Most good stories start with a fundamental list of ingredients: the initial situation, conflict, complication, climax, suspense, denouement, and conclusion. Great writers sometimes shake up the recipe and add some spice.
Exposition (Initial Situation)
At the very beginning of the book, ten strangers are on their way to a fantastic place called Soldier Island, which doesn’t sound quite as nice as, say, Baja, but hey! Islands are cool.
They’re understandably excited since the place is supposedly owned by an eccentric party boy millionaire—think Leonardo Dicaprio in any of his post-2000 movies—and they think they’re in for a fun holiday. But when they get there, the host is nowhere to be found and they find themselves amongst an eclectic mix of strangers. No worries, though! There’s always dinner and drinks to be had.
Rising Action
Things start to get a little dicey when a loud, booming voice comes out of nowhere and accuses each of them of committing a murder. Talk about a complication.
Everyone is pretty freaked out, natch, especially when they realize that the voice is coming from a prerecorded gramophone record. But it’s about to get a lot creepier. Soon afterwards, Anthony Marston takes a drink and falls down dead. And the next morning, Mrs. Rogers doesn’t wake up on time—or at all. Something very peculiar (and dangerous) is afoot on Soldier Island…
Climax
One death is weird, two is suspicious, but three? Now we’re talking serial killer. And when General Macarthur is bludgeoned to death from behind, just like the creepy nursery rhyme predicts, it’s clear that someone is very cleverly killing the guests off one by one. So who is it? After a thorough—and fruitless—search of the island, the remaining guests conclude that …. one of them is the killer. Aiiiiiiiiiiiiii!
Falling Action
As the novel toodles along toward its conclusion, people just keep dying. Mrs. Brent is “stung” by a hypodermic needle, Justice Wargrave is shot while wearing a judge’s robes, Dr. Armstrong drowns in the ocean, Blore is “hugged” by a bear (or rather hit with a bear-shaped clock), Lombard is shot by Vera, and Vera hangs herself just like the last little soldier boy does in the poem.
At the ends of this section, we’ve got ten dead bodies and no clue as to who actually killed them all. What a pickle! Someone better call in a consulting detective.
Resolution (Denouement)
Luckily, and no thanks to the police, we get an epilogue to clear everything up. After a bunch of more fruitless investigation, a literal message in a bottle washes ashore. And guess who the killer is? None other than man of law Justice Wargrave, who takes his commitment to justice a little too seriously—so seriously that he wants to make everyone pay for the unconvictable crimes they’ve committed by… wait for it… engineering the perfect, unsolvable mystery, even pretending to kill himself so he’d appear to be one of the victims.
The problem with the perfect, unsolvable mystery is that it leaves you without all the glory of having orchestrated the perfect, unsolvable mystery. But Wargrave still suffers from some serious egotism, so he wrote a letter and tossed it out to sea so he could be recognized for his cleverness. (And total psychopathy, but that probably wasn’t his goal.)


Exercise instructions
Show each line of the data below in which "screenshot" occurs.
━━━ Records shown
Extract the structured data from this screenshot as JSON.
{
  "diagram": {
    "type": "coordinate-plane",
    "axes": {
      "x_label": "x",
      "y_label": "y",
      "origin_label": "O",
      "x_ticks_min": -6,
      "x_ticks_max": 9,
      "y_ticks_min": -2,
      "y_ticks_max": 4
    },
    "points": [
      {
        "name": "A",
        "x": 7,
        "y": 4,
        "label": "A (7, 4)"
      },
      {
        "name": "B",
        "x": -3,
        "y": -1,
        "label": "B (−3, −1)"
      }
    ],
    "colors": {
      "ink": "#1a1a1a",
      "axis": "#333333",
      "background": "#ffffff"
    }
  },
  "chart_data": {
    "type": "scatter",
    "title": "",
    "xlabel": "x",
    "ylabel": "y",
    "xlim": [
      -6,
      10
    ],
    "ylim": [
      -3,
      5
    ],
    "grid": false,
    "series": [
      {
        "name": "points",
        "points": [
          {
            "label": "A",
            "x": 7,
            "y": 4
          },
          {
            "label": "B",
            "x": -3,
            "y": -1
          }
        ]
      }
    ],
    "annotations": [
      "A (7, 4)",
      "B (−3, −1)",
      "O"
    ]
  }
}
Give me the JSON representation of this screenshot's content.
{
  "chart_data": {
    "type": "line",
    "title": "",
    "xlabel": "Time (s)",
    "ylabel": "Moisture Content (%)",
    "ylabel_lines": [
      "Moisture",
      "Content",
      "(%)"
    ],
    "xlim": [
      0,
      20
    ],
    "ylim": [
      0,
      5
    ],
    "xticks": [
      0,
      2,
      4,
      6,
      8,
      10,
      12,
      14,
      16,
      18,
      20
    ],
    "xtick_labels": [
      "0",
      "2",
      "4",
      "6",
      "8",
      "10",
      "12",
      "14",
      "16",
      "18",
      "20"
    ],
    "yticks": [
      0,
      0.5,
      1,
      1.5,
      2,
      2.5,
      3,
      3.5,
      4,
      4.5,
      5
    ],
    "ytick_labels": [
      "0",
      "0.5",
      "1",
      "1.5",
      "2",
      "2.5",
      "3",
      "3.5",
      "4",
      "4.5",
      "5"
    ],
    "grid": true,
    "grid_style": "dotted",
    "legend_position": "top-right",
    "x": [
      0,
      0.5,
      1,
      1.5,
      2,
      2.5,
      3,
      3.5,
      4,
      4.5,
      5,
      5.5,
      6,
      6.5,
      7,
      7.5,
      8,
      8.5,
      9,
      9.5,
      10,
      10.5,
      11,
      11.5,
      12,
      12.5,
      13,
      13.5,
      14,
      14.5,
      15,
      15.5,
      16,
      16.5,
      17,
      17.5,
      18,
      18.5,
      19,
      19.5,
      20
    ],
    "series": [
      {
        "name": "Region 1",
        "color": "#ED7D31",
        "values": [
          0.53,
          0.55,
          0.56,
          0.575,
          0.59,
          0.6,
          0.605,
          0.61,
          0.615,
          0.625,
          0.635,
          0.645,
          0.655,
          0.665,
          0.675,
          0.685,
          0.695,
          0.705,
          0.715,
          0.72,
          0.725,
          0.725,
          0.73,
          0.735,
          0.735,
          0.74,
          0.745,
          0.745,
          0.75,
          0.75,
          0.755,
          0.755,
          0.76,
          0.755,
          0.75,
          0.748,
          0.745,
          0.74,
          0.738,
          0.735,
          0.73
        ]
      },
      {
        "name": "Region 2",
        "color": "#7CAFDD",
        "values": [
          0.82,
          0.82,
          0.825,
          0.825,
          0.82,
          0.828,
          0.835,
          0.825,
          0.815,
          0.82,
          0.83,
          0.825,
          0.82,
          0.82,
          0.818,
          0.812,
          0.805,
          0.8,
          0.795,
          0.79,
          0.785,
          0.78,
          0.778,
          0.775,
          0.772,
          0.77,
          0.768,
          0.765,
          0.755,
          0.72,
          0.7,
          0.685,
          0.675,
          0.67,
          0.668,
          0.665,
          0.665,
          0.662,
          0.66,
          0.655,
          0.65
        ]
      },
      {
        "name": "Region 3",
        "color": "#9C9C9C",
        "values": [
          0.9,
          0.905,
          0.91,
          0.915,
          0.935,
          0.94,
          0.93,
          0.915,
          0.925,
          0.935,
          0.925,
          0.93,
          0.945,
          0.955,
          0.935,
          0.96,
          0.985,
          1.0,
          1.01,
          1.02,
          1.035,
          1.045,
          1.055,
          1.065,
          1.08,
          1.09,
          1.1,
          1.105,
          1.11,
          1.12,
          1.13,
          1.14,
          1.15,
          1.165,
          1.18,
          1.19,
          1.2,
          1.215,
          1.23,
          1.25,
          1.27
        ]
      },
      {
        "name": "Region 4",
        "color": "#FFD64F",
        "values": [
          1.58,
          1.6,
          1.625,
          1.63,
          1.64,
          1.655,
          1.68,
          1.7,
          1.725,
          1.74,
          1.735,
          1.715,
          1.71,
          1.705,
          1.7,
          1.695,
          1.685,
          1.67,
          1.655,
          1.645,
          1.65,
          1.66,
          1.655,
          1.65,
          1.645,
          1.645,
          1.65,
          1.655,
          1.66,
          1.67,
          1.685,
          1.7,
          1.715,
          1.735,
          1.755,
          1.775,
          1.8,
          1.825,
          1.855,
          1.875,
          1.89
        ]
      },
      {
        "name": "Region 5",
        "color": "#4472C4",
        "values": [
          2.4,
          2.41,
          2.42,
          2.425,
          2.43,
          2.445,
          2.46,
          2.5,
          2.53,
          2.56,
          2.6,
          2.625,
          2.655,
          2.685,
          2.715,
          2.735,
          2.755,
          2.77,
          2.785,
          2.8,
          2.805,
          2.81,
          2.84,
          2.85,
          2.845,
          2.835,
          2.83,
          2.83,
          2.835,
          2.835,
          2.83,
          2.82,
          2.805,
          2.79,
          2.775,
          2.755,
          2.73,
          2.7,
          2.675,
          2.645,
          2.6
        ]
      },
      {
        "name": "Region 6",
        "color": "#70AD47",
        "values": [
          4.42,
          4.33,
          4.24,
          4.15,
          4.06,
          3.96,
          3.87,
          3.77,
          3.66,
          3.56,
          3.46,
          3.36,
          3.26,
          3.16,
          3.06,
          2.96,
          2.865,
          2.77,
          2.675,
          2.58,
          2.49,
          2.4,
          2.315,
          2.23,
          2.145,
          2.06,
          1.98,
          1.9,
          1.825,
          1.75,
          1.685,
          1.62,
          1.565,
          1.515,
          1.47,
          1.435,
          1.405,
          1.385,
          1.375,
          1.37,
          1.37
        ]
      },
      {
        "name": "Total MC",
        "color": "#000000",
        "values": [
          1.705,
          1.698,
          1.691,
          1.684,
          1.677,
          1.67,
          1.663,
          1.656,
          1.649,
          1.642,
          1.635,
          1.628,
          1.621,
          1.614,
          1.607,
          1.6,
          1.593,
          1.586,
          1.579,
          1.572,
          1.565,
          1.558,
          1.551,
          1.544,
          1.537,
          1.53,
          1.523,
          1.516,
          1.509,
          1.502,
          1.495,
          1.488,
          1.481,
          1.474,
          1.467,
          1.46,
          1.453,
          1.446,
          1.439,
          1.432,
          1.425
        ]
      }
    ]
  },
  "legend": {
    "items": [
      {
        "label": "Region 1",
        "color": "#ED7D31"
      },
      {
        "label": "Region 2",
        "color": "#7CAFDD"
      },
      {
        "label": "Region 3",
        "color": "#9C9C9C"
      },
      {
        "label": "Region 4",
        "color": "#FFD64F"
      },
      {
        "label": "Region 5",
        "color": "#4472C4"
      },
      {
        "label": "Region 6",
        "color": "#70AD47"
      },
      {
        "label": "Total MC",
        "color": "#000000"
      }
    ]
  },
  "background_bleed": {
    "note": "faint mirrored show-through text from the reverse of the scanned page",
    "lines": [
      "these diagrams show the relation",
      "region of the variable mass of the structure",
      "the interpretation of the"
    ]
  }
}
━━━━━━
━━━ Records shown
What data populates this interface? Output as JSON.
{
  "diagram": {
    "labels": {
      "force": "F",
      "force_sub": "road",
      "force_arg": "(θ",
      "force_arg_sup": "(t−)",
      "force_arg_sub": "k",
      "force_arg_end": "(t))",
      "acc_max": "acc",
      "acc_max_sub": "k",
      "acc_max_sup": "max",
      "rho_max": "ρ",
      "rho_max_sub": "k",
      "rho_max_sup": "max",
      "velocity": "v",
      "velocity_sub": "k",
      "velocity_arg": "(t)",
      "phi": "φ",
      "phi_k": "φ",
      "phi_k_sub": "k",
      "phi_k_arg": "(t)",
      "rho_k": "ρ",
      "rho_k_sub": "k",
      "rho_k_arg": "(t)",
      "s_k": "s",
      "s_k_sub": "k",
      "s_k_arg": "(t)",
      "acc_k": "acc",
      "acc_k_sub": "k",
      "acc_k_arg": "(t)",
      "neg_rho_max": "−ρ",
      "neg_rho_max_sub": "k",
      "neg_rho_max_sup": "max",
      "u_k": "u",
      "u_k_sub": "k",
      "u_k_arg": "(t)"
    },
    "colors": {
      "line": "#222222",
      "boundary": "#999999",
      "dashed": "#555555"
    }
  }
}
━━━━━━
Solution to this problem
Extract the structured data from this screenshot as JSON.
Give me the JSON representation of this screenshot's content.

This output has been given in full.